Applications and bundled libraries
Applications and bundled libraries
Posted Mar 19, 2010 17:28 UTC (Fri) by mikov (guest, #33179)In reply to: Applications and bundled libraries by tzafrir
Parent article: Applications and bundled libraries
management are not really standard, or we wouldn't be having this
discussion at all.
The GUI libraries are the biggest problems I still experience
horror trying to get vmware-server-console working on a new system.
But there are plenty of other things which come bundled with
Windows, like secure sockets (Firefox doesn't use them, but Chrome
does AFAIK) and so on.
The bottom line is that bundling for Linux will create larger and
clumsier applications than their Windows equivalents. I am not
advocating against it - it is a solution, but I think it is a
really really ugly solution. In this case it is better to work on a
proper solution than to settle for a horrible one.
What would be a "proper" solution? For example, a global repository
with libraries which can all exist side by side. For example, if
Firefox wants to bundle a library "libfoo", it will be called
"libfoo-firefox-e0b146e7-26e5-4c2c-90e0-bec9bac7218e.so.1.2" .
Other packages can use it, and decrease the duplication. There will
have to be extensive metadata, etc.
It is complex, but it is worthwhile and doable.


▶ [Problem to solve]: Check every line of the data for the word "canvas", and copy those that have it.

▶ [Figure dataset records]:
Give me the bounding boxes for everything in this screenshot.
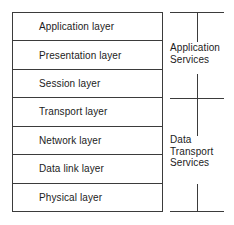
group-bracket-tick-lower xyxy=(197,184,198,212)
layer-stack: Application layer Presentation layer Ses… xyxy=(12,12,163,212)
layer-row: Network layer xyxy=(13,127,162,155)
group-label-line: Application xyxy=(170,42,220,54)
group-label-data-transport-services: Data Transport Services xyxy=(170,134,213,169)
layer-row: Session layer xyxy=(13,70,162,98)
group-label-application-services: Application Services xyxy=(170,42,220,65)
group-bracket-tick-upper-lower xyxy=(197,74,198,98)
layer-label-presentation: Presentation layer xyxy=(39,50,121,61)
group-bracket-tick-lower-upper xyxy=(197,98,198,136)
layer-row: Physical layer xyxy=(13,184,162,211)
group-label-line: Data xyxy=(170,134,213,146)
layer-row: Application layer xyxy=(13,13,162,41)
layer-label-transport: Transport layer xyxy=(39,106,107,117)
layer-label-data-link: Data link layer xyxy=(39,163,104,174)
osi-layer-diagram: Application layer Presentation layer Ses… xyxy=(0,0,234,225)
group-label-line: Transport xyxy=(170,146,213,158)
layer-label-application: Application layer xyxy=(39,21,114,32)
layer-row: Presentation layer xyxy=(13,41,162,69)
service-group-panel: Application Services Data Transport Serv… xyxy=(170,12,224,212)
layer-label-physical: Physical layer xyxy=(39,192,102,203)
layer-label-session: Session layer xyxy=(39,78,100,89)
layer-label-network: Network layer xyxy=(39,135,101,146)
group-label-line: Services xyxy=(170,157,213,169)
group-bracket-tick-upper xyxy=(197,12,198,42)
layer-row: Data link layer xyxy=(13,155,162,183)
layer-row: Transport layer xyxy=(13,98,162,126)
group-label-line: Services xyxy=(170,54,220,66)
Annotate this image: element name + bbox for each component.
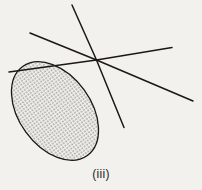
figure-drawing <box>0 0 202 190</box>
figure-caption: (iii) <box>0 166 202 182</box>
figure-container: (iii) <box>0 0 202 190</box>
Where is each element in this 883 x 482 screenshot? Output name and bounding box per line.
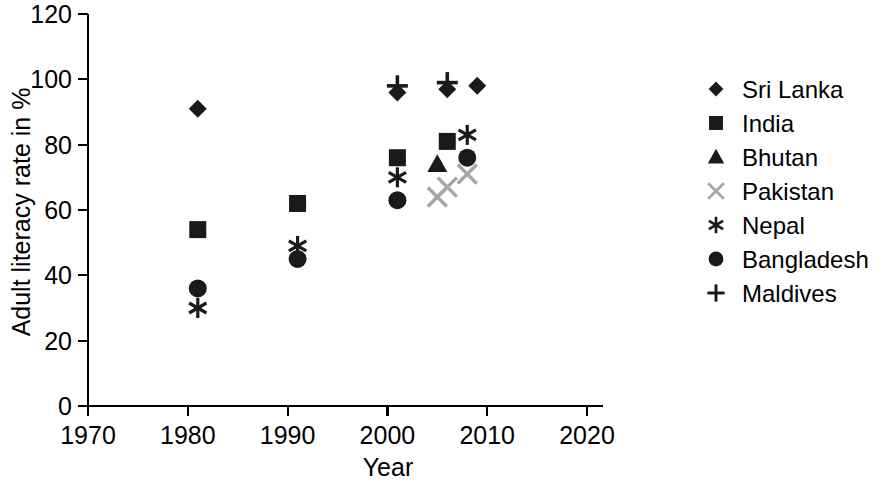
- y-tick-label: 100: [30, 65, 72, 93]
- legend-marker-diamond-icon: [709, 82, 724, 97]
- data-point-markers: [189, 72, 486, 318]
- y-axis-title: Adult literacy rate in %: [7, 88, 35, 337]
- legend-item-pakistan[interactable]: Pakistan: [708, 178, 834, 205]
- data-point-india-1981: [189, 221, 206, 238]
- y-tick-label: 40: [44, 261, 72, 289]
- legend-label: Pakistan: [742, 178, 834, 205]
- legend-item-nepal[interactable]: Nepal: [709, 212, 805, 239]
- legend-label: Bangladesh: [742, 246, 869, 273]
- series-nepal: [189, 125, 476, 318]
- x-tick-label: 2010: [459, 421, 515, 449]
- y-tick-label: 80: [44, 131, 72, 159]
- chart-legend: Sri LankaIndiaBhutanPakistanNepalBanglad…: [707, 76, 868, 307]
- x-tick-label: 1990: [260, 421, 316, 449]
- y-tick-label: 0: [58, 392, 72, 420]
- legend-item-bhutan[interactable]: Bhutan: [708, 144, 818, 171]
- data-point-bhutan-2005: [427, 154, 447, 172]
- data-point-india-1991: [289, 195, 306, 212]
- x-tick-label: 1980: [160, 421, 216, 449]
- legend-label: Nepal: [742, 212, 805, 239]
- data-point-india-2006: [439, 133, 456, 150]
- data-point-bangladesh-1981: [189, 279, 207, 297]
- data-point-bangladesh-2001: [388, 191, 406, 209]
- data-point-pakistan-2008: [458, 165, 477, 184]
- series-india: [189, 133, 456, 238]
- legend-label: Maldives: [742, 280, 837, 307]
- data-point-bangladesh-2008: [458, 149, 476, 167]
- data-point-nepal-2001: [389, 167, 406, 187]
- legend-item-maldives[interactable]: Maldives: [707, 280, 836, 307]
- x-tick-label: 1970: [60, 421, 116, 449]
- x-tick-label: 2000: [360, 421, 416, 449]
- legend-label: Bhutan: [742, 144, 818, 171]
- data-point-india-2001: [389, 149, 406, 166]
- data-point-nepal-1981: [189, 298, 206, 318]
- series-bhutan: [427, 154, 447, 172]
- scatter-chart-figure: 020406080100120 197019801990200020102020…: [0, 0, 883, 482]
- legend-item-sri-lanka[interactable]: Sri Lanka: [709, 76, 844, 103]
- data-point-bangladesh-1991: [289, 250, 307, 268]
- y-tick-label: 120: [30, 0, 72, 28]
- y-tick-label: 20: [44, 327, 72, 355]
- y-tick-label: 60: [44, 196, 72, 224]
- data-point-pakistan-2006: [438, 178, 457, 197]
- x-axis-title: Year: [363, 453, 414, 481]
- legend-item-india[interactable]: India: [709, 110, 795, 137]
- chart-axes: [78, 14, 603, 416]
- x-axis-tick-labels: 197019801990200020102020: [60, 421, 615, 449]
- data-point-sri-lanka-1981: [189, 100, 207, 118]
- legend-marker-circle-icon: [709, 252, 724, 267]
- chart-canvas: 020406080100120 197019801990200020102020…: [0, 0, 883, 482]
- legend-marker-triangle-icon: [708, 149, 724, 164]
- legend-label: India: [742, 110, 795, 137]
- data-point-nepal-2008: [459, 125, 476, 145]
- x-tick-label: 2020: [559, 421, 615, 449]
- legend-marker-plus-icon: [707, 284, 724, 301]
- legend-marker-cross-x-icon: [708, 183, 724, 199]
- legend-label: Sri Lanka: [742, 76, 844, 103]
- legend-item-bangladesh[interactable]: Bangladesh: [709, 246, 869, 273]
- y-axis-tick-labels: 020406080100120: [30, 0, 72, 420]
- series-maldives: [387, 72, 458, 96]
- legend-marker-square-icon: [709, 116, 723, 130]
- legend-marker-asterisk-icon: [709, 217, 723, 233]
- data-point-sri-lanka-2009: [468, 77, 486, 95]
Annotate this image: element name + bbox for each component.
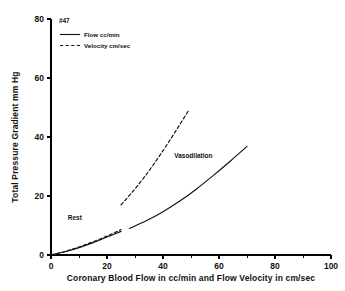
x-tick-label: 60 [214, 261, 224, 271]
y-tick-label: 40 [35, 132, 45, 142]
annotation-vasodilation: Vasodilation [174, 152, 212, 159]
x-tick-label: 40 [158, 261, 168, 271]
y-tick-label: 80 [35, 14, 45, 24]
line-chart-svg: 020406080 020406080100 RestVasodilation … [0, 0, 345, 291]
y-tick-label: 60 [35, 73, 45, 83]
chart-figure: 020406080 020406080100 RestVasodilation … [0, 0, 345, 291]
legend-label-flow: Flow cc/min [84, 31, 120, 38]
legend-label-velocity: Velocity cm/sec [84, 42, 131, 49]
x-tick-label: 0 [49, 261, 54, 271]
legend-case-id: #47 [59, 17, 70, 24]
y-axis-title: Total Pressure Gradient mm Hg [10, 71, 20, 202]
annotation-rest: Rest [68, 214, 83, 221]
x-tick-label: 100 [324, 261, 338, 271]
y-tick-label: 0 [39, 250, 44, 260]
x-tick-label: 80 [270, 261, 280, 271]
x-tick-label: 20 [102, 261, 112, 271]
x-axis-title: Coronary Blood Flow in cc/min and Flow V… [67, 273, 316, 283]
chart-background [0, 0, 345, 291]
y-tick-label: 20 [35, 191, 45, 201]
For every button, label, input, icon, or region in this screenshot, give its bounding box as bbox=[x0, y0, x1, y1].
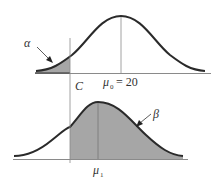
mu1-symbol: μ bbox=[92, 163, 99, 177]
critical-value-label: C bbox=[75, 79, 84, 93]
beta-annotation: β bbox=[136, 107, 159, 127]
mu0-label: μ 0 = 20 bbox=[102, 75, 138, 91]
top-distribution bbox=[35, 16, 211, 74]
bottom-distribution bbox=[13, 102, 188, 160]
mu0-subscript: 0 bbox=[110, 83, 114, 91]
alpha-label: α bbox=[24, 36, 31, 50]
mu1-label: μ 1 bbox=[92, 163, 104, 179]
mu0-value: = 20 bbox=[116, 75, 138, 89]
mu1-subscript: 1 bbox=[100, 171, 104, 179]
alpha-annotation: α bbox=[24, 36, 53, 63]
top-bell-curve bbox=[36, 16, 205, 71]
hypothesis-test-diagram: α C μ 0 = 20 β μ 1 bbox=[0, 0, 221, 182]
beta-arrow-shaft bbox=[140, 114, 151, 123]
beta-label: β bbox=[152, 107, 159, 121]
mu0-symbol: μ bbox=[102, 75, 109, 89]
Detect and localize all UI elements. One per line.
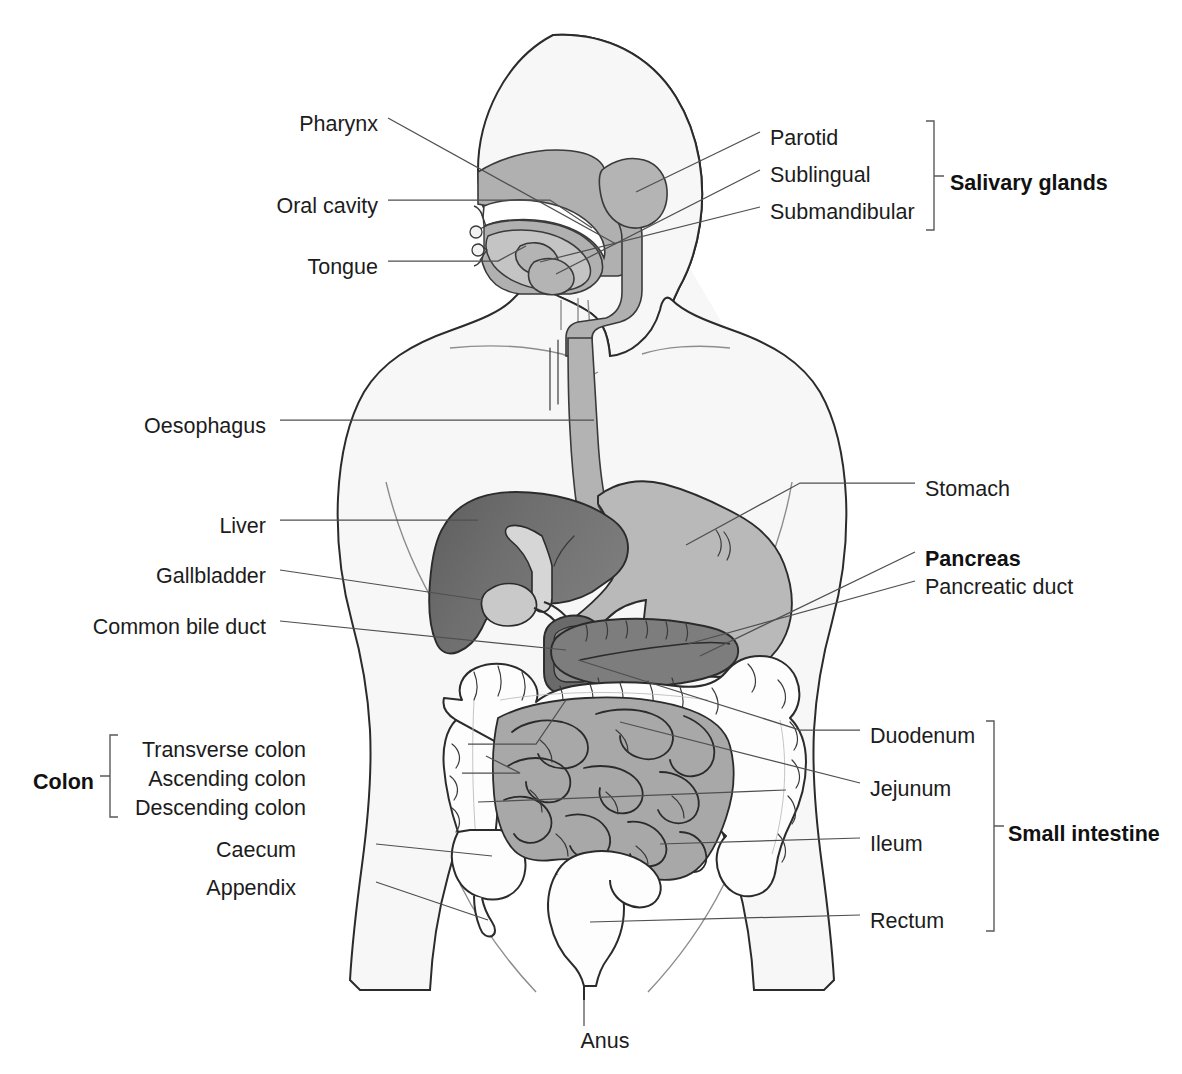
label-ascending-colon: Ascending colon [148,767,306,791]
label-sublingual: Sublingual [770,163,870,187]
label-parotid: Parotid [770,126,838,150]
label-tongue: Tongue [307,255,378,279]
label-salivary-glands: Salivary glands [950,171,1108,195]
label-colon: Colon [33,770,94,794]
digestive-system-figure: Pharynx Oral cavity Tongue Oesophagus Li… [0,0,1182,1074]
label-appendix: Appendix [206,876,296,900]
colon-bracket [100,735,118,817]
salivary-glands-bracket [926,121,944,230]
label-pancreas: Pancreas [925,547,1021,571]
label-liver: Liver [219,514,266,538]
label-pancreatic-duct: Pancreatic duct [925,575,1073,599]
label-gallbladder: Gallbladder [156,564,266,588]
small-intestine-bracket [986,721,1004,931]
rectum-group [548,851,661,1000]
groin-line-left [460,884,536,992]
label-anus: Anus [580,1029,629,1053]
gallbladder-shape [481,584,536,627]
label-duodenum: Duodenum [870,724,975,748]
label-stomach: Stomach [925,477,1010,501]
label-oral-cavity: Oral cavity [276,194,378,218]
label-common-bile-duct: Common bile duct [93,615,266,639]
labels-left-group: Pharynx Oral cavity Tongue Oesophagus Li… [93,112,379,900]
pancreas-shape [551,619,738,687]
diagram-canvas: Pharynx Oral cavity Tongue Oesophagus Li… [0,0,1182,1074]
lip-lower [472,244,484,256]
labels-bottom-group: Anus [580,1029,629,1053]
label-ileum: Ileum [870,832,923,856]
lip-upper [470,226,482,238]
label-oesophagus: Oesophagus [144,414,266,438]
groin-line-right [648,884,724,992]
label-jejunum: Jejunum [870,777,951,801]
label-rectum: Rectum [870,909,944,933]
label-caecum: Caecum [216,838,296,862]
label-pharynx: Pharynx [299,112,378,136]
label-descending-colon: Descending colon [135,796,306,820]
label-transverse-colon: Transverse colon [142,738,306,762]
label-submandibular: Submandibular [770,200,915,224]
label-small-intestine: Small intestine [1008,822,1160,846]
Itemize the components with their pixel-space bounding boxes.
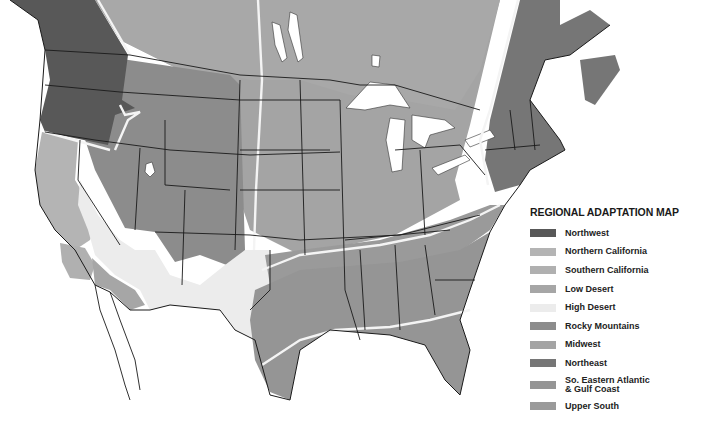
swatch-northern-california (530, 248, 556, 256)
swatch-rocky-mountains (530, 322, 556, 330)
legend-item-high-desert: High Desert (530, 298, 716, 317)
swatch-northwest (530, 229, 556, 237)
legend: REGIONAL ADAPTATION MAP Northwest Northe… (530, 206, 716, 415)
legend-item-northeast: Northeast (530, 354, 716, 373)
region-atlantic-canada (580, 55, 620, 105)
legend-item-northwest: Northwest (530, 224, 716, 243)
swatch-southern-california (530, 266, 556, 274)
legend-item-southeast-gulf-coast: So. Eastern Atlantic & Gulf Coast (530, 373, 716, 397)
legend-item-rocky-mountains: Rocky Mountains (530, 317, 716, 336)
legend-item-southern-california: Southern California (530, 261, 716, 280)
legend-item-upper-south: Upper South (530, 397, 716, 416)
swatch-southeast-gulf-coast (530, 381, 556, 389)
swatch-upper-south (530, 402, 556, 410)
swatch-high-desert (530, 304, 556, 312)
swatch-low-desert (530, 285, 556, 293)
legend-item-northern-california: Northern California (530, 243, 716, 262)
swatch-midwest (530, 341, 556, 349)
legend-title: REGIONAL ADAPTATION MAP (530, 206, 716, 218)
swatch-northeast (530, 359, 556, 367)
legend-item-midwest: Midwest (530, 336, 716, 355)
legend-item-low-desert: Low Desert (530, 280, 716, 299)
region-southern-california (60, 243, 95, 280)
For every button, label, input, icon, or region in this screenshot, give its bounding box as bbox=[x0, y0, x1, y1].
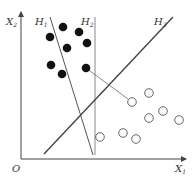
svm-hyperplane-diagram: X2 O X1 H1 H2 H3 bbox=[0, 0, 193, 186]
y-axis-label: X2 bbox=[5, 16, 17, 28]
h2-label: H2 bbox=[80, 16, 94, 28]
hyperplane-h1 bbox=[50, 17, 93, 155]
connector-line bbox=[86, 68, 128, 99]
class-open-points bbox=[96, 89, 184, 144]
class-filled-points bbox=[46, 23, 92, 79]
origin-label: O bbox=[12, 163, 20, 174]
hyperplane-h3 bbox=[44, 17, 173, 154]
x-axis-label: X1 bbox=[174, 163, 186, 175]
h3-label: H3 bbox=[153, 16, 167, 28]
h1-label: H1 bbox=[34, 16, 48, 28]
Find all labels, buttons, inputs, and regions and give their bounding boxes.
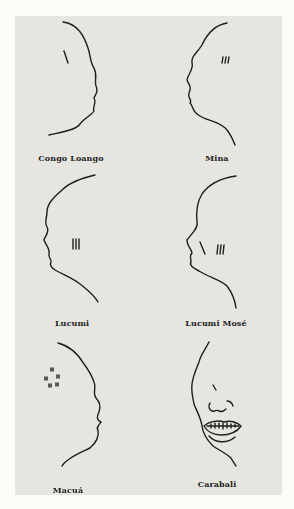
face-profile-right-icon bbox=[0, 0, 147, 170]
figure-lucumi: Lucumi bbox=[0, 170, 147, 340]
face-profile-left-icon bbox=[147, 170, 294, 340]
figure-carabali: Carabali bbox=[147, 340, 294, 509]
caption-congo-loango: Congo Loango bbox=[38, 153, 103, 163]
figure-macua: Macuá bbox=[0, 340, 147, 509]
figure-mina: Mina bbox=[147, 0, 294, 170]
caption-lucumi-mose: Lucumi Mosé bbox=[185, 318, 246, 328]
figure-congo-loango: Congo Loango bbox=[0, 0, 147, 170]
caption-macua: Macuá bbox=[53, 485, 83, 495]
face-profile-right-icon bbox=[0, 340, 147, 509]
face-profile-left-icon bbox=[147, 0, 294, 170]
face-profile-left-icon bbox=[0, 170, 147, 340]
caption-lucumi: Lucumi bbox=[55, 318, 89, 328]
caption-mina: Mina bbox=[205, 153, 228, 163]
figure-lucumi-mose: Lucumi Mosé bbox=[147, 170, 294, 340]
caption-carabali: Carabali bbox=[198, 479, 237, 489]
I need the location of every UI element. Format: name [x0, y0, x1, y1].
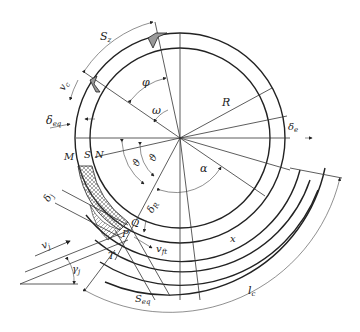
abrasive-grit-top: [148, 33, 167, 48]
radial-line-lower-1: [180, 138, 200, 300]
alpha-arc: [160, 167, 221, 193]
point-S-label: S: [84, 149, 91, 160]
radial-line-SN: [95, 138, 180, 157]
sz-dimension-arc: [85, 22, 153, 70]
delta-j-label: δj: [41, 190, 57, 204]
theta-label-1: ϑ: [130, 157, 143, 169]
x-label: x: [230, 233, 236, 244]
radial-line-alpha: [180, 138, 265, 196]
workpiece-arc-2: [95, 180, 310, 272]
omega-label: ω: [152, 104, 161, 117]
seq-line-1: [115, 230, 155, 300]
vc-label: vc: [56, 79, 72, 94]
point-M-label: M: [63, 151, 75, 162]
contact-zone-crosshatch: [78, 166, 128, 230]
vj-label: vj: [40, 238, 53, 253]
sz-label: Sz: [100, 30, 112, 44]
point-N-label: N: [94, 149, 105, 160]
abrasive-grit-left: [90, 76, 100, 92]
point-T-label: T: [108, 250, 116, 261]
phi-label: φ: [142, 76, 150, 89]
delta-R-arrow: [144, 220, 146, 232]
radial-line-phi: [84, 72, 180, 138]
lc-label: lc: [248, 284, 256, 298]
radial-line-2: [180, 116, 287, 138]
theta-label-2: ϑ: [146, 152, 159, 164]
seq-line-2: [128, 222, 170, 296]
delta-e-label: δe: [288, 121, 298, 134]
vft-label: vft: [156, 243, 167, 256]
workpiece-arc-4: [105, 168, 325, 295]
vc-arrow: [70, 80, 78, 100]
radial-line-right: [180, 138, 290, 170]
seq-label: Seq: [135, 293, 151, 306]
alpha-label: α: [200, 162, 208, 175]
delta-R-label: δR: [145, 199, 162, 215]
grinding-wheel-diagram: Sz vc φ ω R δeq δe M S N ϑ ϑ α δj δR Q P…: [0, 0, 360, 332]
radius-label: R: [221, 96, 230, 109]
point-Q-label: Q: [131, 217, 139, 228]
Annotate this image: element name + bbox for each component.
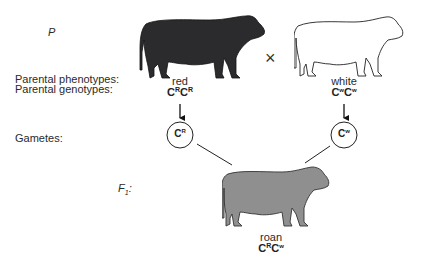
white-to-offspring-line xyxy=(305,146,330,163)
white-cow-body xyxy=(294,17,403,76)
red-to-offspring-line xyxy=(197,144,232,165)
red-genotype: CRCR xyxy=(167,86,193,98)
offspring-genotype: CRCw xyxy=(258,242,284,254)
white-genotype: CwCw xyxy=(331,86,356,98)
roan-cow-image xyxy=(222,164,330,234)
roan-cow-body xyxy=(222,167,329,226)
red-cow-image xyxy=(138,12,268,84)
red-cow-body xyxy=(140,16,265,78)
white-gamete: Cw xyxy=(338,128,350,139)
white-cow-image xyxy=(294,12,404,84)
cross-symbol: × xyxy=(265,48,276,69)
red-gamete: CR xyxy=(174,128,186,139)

▶ [Problem solution]:
- chart-canvas: 020406080100120 197019801990200020102020…: [0, 0, 883, 482]
diagram-canvas: Pharynx Oral cavity Tongue Oesophagus Li… [0,0,1182,1074]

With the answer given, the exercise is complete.